In July, I was in Shanghai and I had a sort of awakening vis a vis Chinese food. The principal agent of that awakening: Sichuan dan dan noodles. Coming home from the restaurant where I ate them (Crystal Jade at Xintiandi, holla!**), still sort of dazed by what had just gone on in my mouth (also, because it was really spicy and my mouth was burning), I had this idea that I’d heard of dan dan noodles before, and it turns out I had, on The Wednesday Chef. That’s how I found out about Fuschia Dunlop.

I’d like to try making the dan dan noodles, but I also feel like every time I try to cook Chinese (or Mexican) food it ends up tasting not great. I live in a little city though, so I guess it’s bully for me, otherwise. 200-word-review to come!

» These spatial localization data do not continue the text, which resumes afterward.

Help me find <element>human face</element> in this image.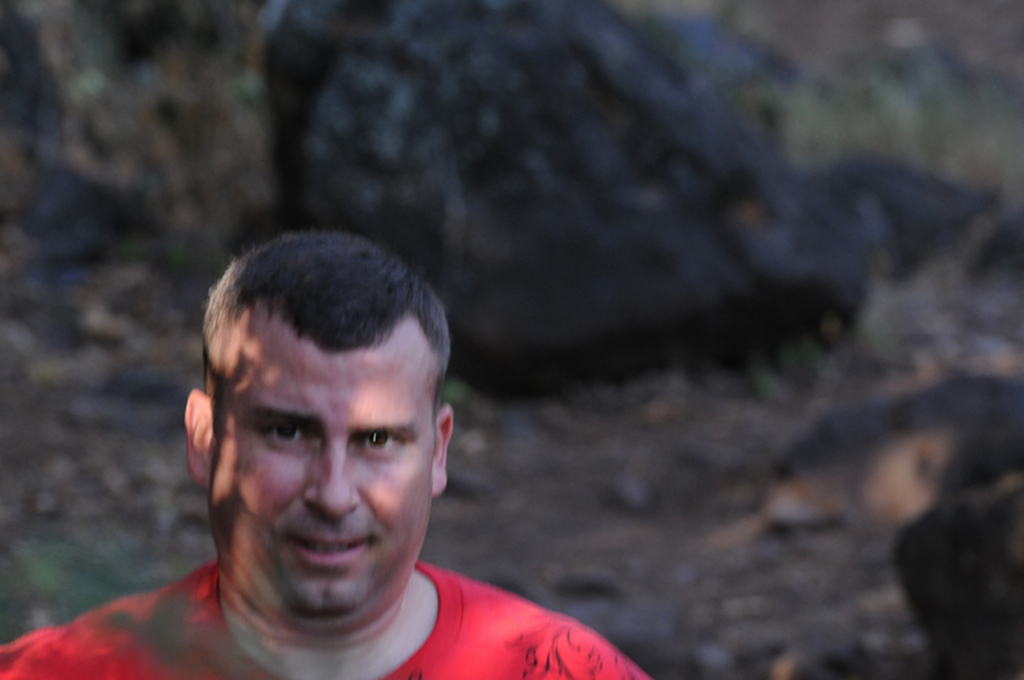
Found it: {"x1": 207, "y1": 309, "x2": 429, "y2": 623}.
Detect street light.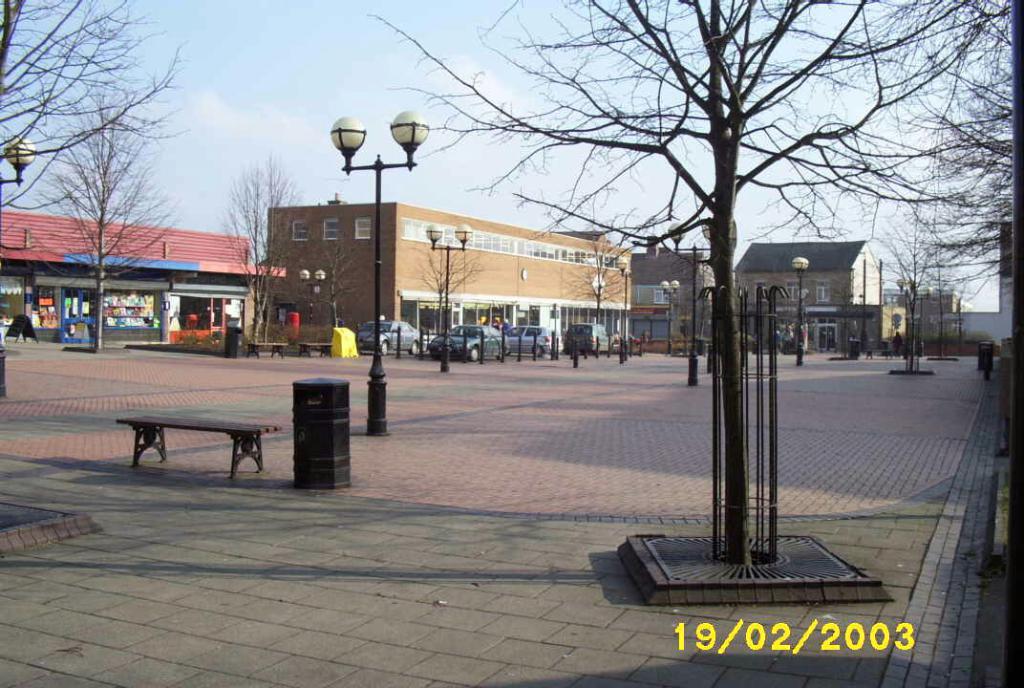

*read: think about leaving a moderately snippy review on Amazon.

**I feel like I always misuse holla, but I refuse to look it up, because then my use of it would be so limited.

200-Word Book Review: Robert Jordan’s The Wheel of Time

The-eye-of-the-world
 

Yes. I am reading an enormous, déclassé fantasy series. These books are probably, on average, 700 pages long, and there’s fourteen of them, and when I first noticed I thought ‘Whatever, I read A Suitable Boy. I read Tolstoy. I can handle this nonsense.’ I was wrong, because I’m on book five now, and I’m exhausted.

The good: A fully realized world very much in the spirit of Lord of the Rings, so it’s perfect if you’re looking to relive your childhood. You should probably not attempt to relive your childhood.

The bad: I’ve read about 3000 pages and one measly year has passed in the story. The characters are flat. SO flat. And dense to the point of stupidity. That’s ok for the first book, but by book four, you wonder why these people can’t seem to have more than about five different thoughts, which are:

-“Is Rand going mad?”

-“Light, no! [description of something already described 57 times before in the exact same words]”

-“Who understands women/men?”

-“I will keep this vital fact a secret from everyone, thereby extending the plot by a completely unnecessary 300 pages.”

-“I am tired.”

Me too, guys! Me. Too.

WG Sebald is my moon goddess.

After reading TheRings of Saturn, I decided I hadn’t had enough of Sebald’s unsettling, melancholy mix of essay and fiction (I was apparently the only person in my class to feel this way, but wevs those guys are stoopid), so I ordered The Emigrants, which I received today, and am so excited to get into. First though, I have to attempt Claude Levi-Strauss’s Tristes Tropiques, for all the wrong reasons, apparently, because the whole first chapter is about how people who entertain a fascination with adventure (“one of those unavoidable drawbacks” of being an anthropologist) are ridiculous. He makes a good point actually, which I’m not going to try to reproduce because I’m an unfair person, and also because I’m reading Bill Bryson’s A Walk in the Woods, which is about…an adventure. Specifically, walking the Appalachian Trail. It’s full of just the kind of meaningless anecdotes and hackneyed information Levi-Strauss would have disapproved of. Especially to my liking is that it contains the usual Brysonian level of obsession with plants and animals that can kill you (see: In a Sunburned Country). I love that.